Investors eye oil, defence and long‑term portfolio risks as geopolitics heats up
Markets just watched the US capture Venezuelan President Nicolás Maduro and barely flinched – a sign that investors may be underestimating how fast geopolitical risk can hit portfolios tied to equities, oil and defence.
Asian and global stocks rose after US President Donald Trump said the United States would take control of the oil‑producing nation, while gold inched higher and oil moved only modestly, according to Reuters.
The Dow added 0.7 percent, the S&P 500 gained 0.6 percent and the Nasdaq rose 0.8 percent, CNBC reported, with energy shares leading as traders bet the takeover of a country with the world’s largest proven oil reserves will eventually benefit oil and gas companies.
Chevron jumped more than 7 percent and Exxon Mobil climbed more than 4 percent.
Vishnu Varathan, head of macro research for Asia ex‑Japan at Mizuho Securities, told Reuters that “we're being reminded that geopolitical risks are much larger than some number cast on imports,” and warned that the real question is whether broader Latin American stability is at risk.
Tai Hui, chief market strategist for Asia‑Pacific at J.P. Morgan Asset Management, said to Reuters that markets “are not very efficient in pricing such risks accurately,” even though this kind of intervention is the most direct US move in Latin America since the 1989 invasion of Panama.
From an energy and inflation lens, the immediate supply shock looks limited.
Venezuela’s oil output has slid from about 3.5m barrels per day in the 1970s, when it supplied more than 7 percent of global production, to roughly 1.1m barrels per day last year, or about 1 percent of world output, according to Reuters.
Analysts told Reuters that it would take years of investment before production can rebound in a way that meaningfully changes global supply.
Still, Washington is already framing how any recovery would work.
White House and State Department officials told US oil executives that if they want compensation for assets expropriated in the 2000s, they would need to return quickly and commit substantial capital to rebuild Venezuela’s damaged oil industry.
In that earlier period, Venezuela expropriated international oil assets after companies refused to give state‑run PDVSA greater operational control; Chevron stayed via joint ventures, while Exxon Mobil and ConocoPhillips exited and went to arbitration.
ConocoPhillips has spent years trying to recover about US$12bn from those nationalizations, and Exxon Mobil has sought about US$1.65bn, Reuters said.
Trump said on Saturday that American companies are prepared to re‑enter Venezuela and “reactivate the struggling oil sector” just hours after Maduro’s capture.

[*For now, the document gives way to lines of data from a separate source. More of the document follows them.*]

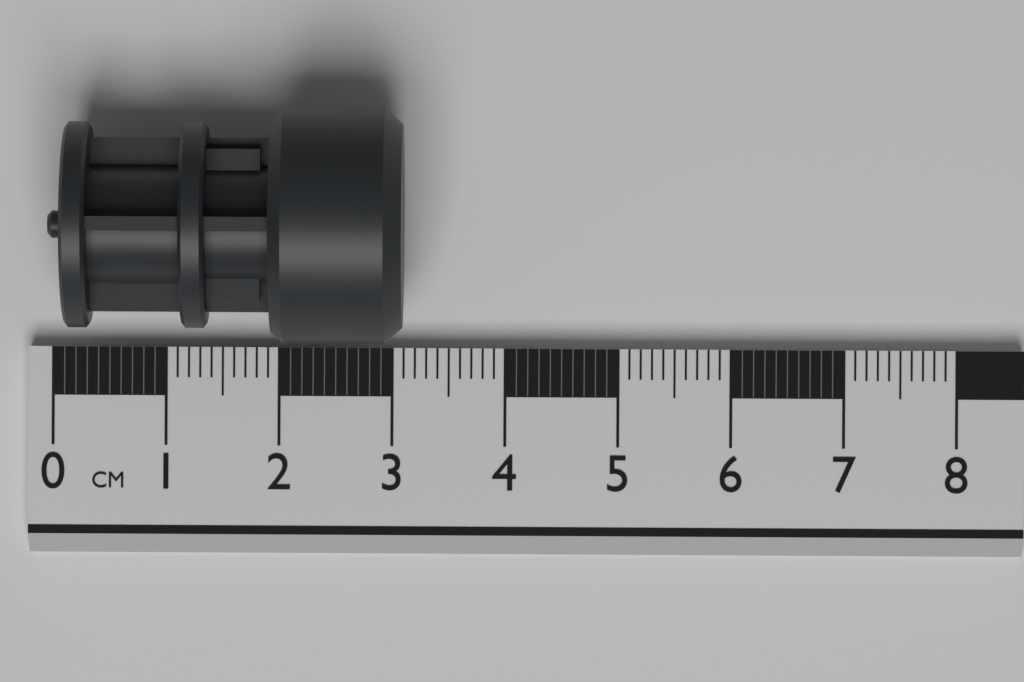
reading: 3.1 cm
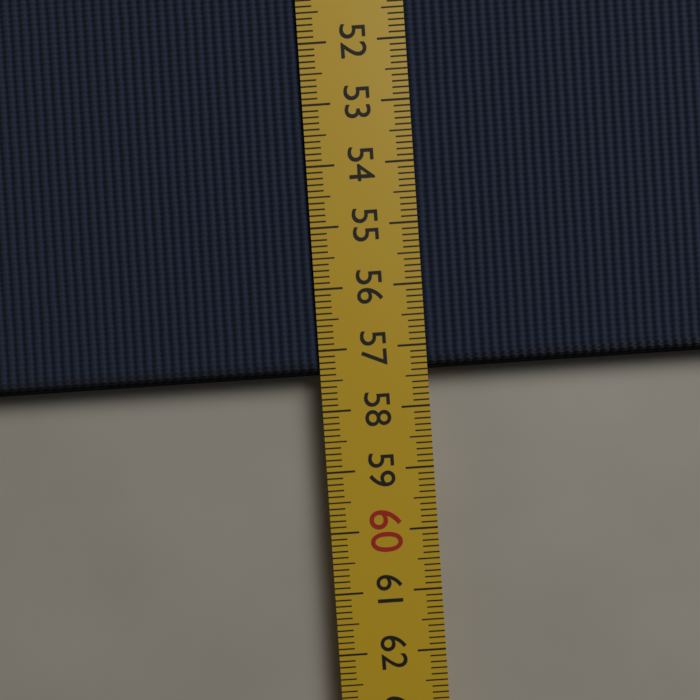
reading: 57.4 cm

Officials have told executives that companies would have to front the investment before recovering expropriation‑related debts, a potentially costly prospect for firms such as ConocoPhillips.
For asset allocators, the bigger question is how much weight to give geopolitics relative to earnings and rates.

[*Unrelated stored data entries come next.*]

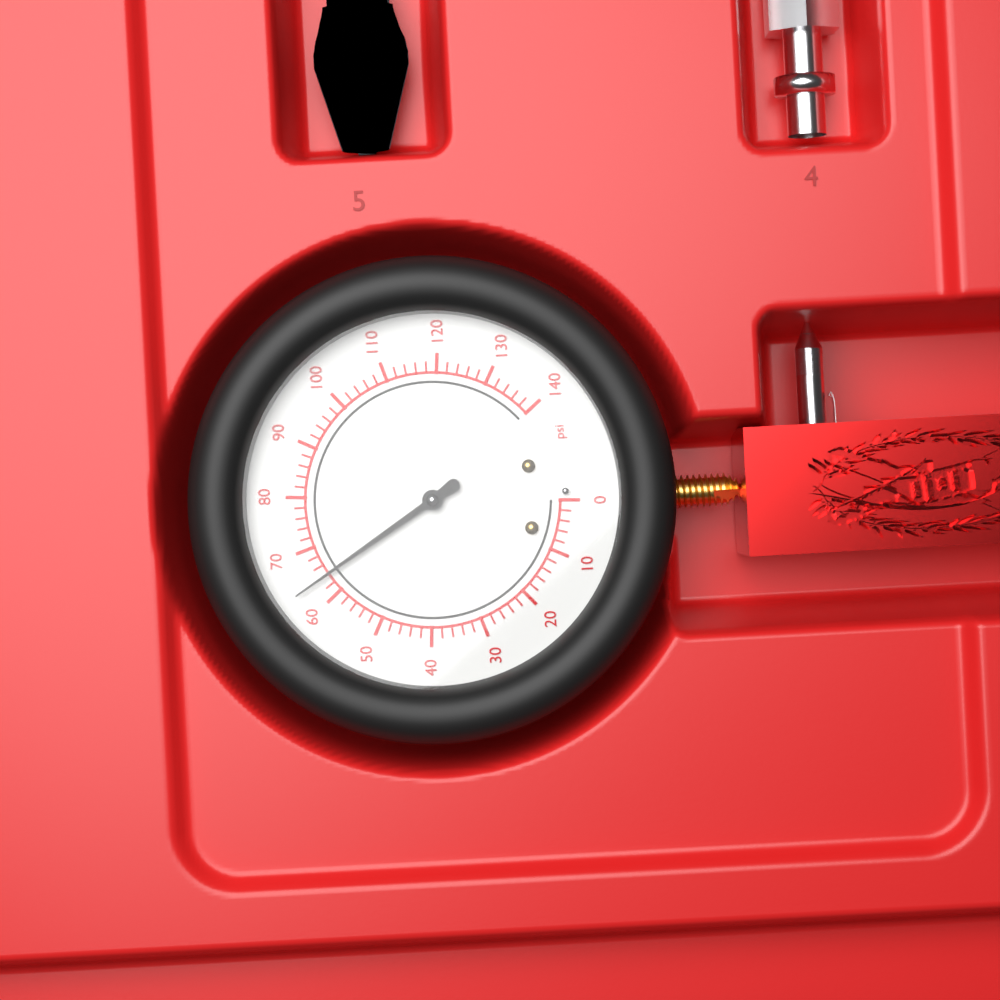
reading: 64 psi
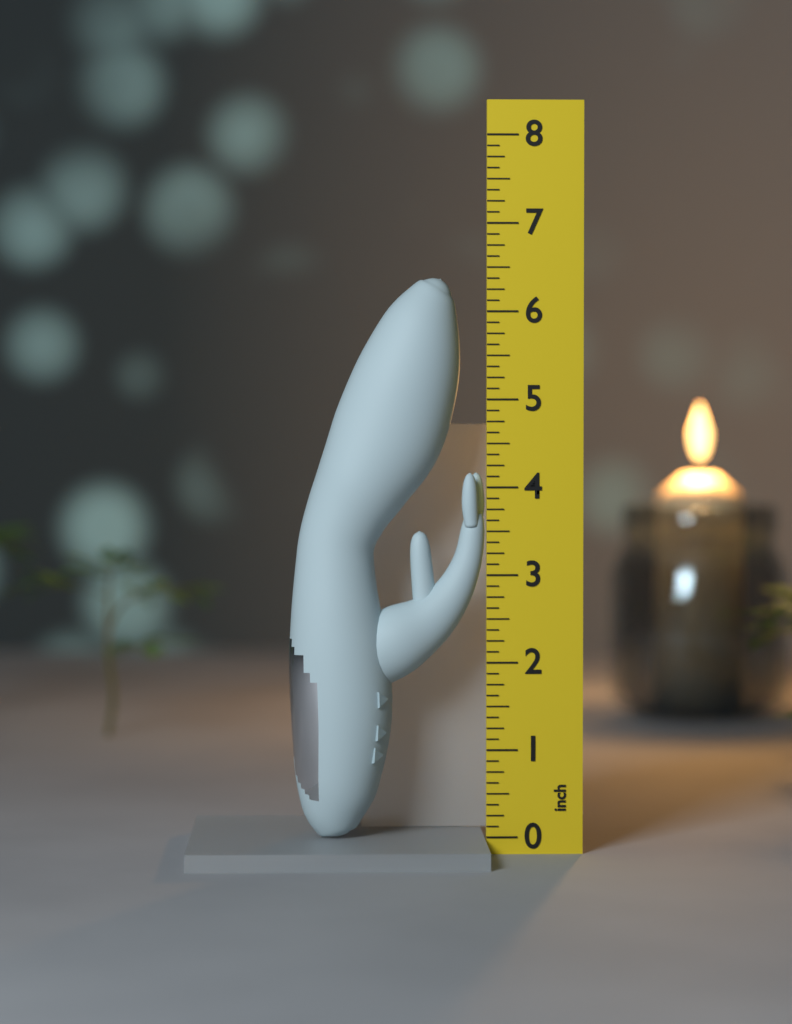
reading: 6.375 inch
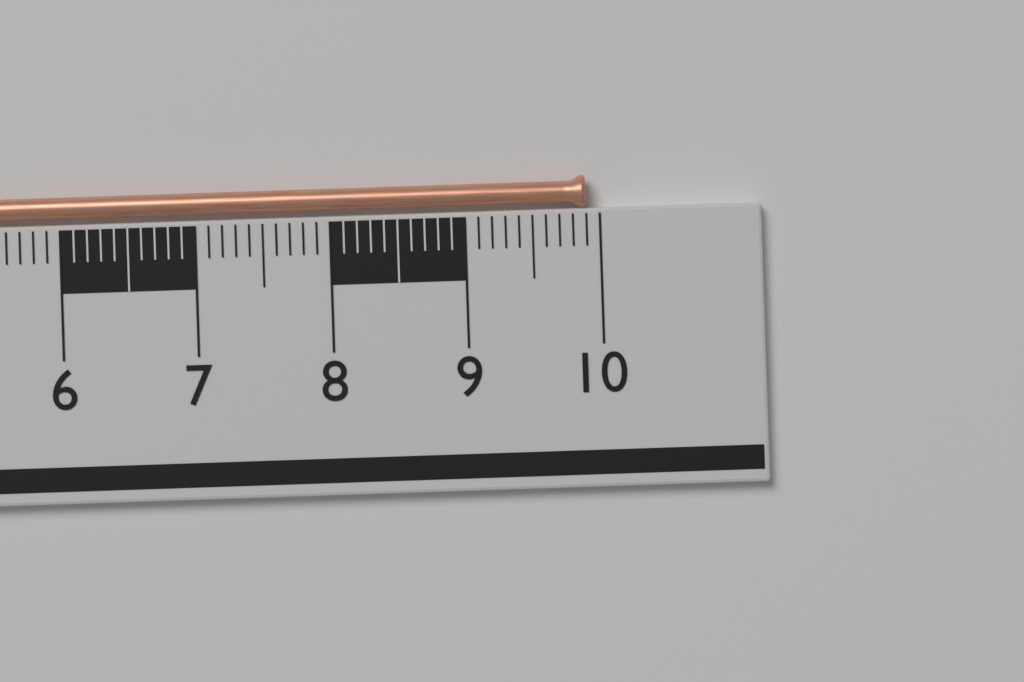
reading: 9.9 cm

Charu Chanana, chief investment strategist at Saxo, described the move in Venezuela to Reuters as “more of a geopolitical bombshell rather than an oil shock,” and argued that unless the broader supply chain comes under threat, investors will keep rotating back to fundamentals.

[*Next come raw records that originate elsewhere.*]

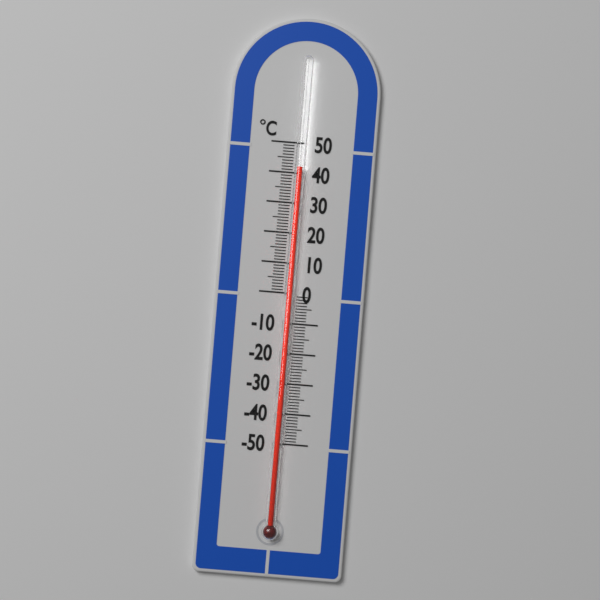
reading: 42 °C
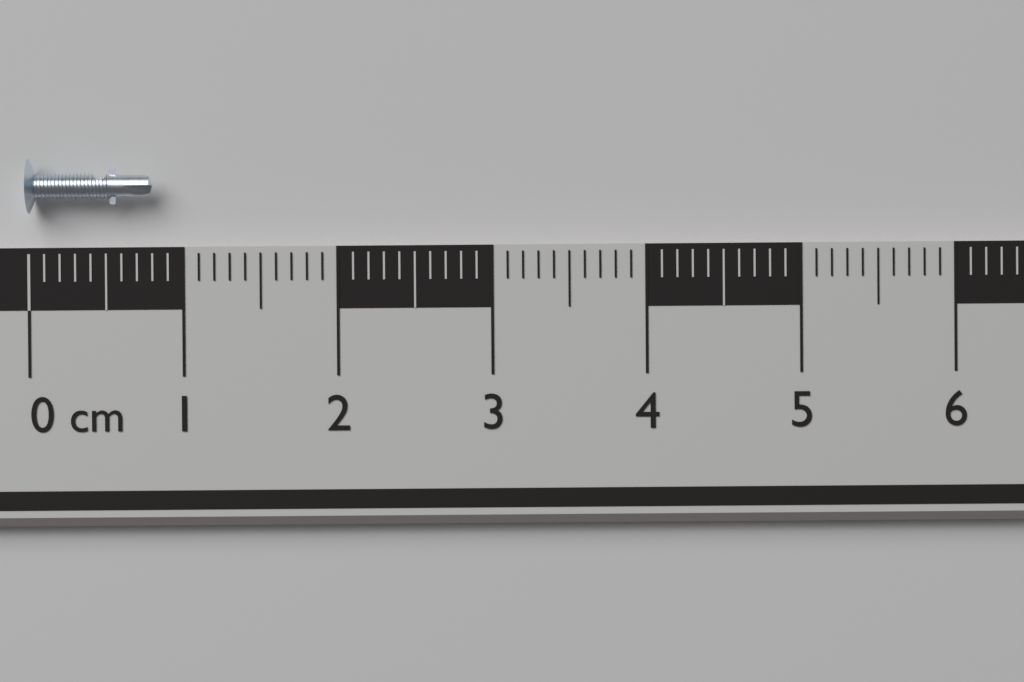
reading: 0.8 cm
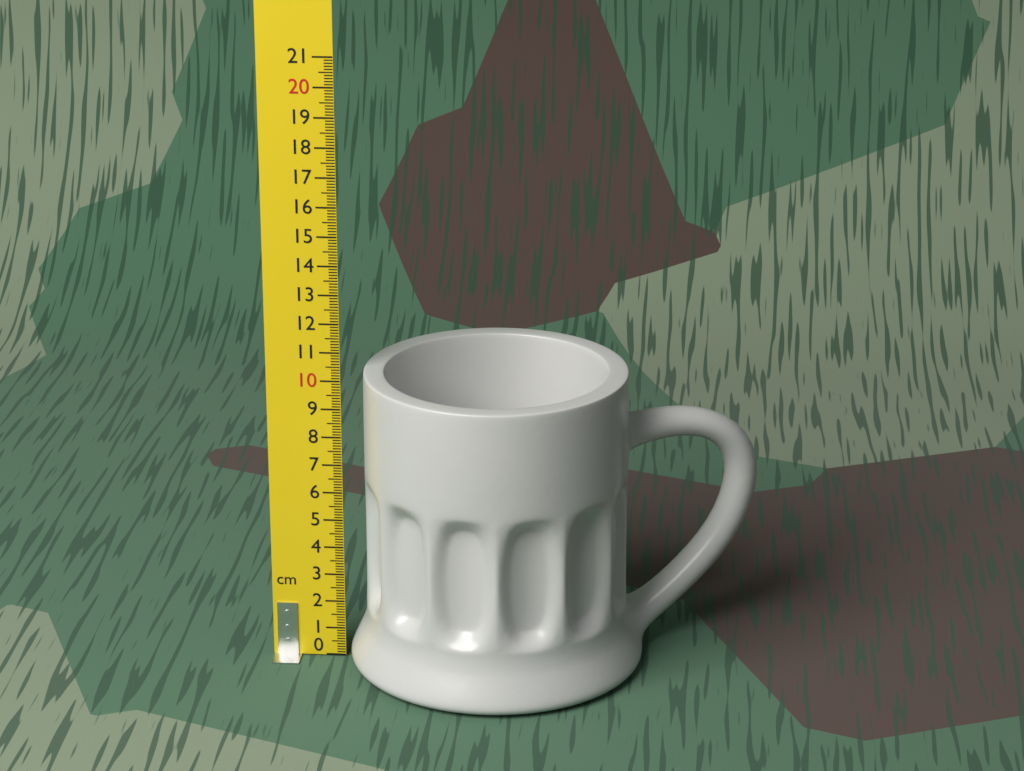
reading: 10.4 cm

She said, “We’re in a regime where geopolitics has become a persistent feature, not a surprise.”
History supports that complacent tone, at least at the index level.
UBS analysis cited by CNBC shows that after 11 major geopolitical shocks, the S&P 500 was, on average, just 0.3 percent lower a week later and 7.7 percent higher after 12 months.
Jay Woods, chief market strategist at Freedom Capital Markets, told CNBC that “the overall market seems relatively unfazed by events so far,” pointing to what he called a “quick resolution with little escalation threat.”
At the same time, the intervention arrives after a strong run for risk assets.
Reuters reported that US and global stocks started 2026 on solid footing after double‑digit gains in 2025, a year dominated by tariffs, central bank moves and recurring geopolitical tensions.
Defence spending is expected to rise as countries respond to Trump’s readiness to use US military power, which could support defence names, while policy uncertainty is seen weighing on the US dollar’s safe‑haven status; the currency just had its worst year since 2017, dropping more than 9 percent against major peers in 2025, according to Reuters.
Looking ahead, investors remain focused on growth and earnings.
CNBC reported that themes such as artificial intelligence, earnings expansion and easier monetary policy continue to underpin optimism.
UBS forecasts nearly 10 percent earnings growth for the MSCI All Country World Index in both 2026 and 2027 and rates global equities “Attractive,” advising underallocated investors to shift excess cash, bonds or high‑yield credit into stocks while keeping some allocation to gold.